Abstract

Excavations undertaken since several years in the Eocene sites of the Krabi basin (southern Thailand) has yielded six genera of reptiles and 31 different species of mammals, among which are several forms new to Southeast Asia. Nearly all vertebrate remains have been collected from lignite levels, and their study indicates a rather closed area submitted to a tropical climate. In addition to considerably increase our knowledge ofthe early Tertiary terrestrial vertebrate faunas of southern Asia, these Thai remains allow to propose an accurate age for this mammal fauna. They also can be related to known late Eocene and/or early Oligocene forms from Europe, North Mrica, Asia, or even North America.
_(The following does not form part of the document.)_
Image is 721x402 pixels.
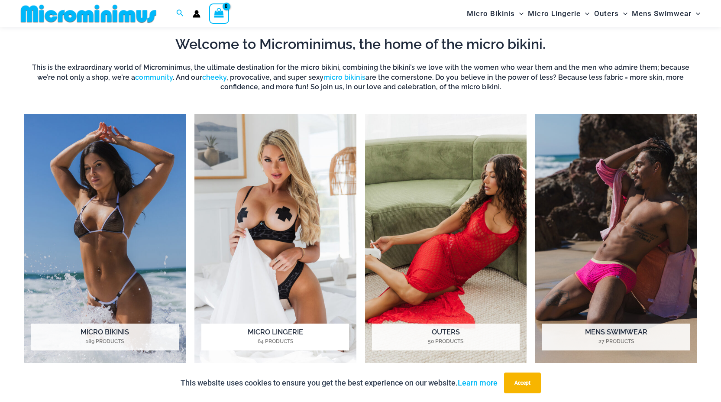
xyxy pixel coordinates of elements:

The study of the evolutionary stages ofthe different taxa of the Krabi fauna, and comparisons with other well dated mammalian faunas from Eurasia and North Mrica, led us to propose a late Eocene age for the mammal fauna (about ±37 to ±34 Ma). A magnetostratigraphic study has been carried out on the late Eocene fluviatilell acustrine Krabi deposit (southern Thailand). 87 samples in 43 different stratigraphic levels were collecte d from a thickness of 105 m of the section. These paleomagnetic samples were analysed, and they yielded a paleomagnetic direction. Rock magnetic experiments show that the NRM generally results from the presence of magnetite. The Krabi section that has been sampled displays only reverse polarity. The mean direction for reversed polarity samples was D = 192.34, I = -15.5 (N = 71, <X95 = 4.7, k = 14). The correlation to the Geomagnetic Polarity Time Scale (GPTS) relies on the biostratigraphic data previously proposed for the fauna found in the same section. These correlations have been achieved by comparing variations in the sedimentary rate derived from the alternative correlation. The proposed correlation puts Krabi section in the chron C13r (34.1 Ma) or C15r (35.14 Ma). This suggests sedimentation rates of 9.4 and 26 cm/ky respectively, but the second sedimentation rate is too high for this type of sediments (lignite). Hence, the most probable correlation for the Krabi section is with chron C13r (33.54-34.65 Ma).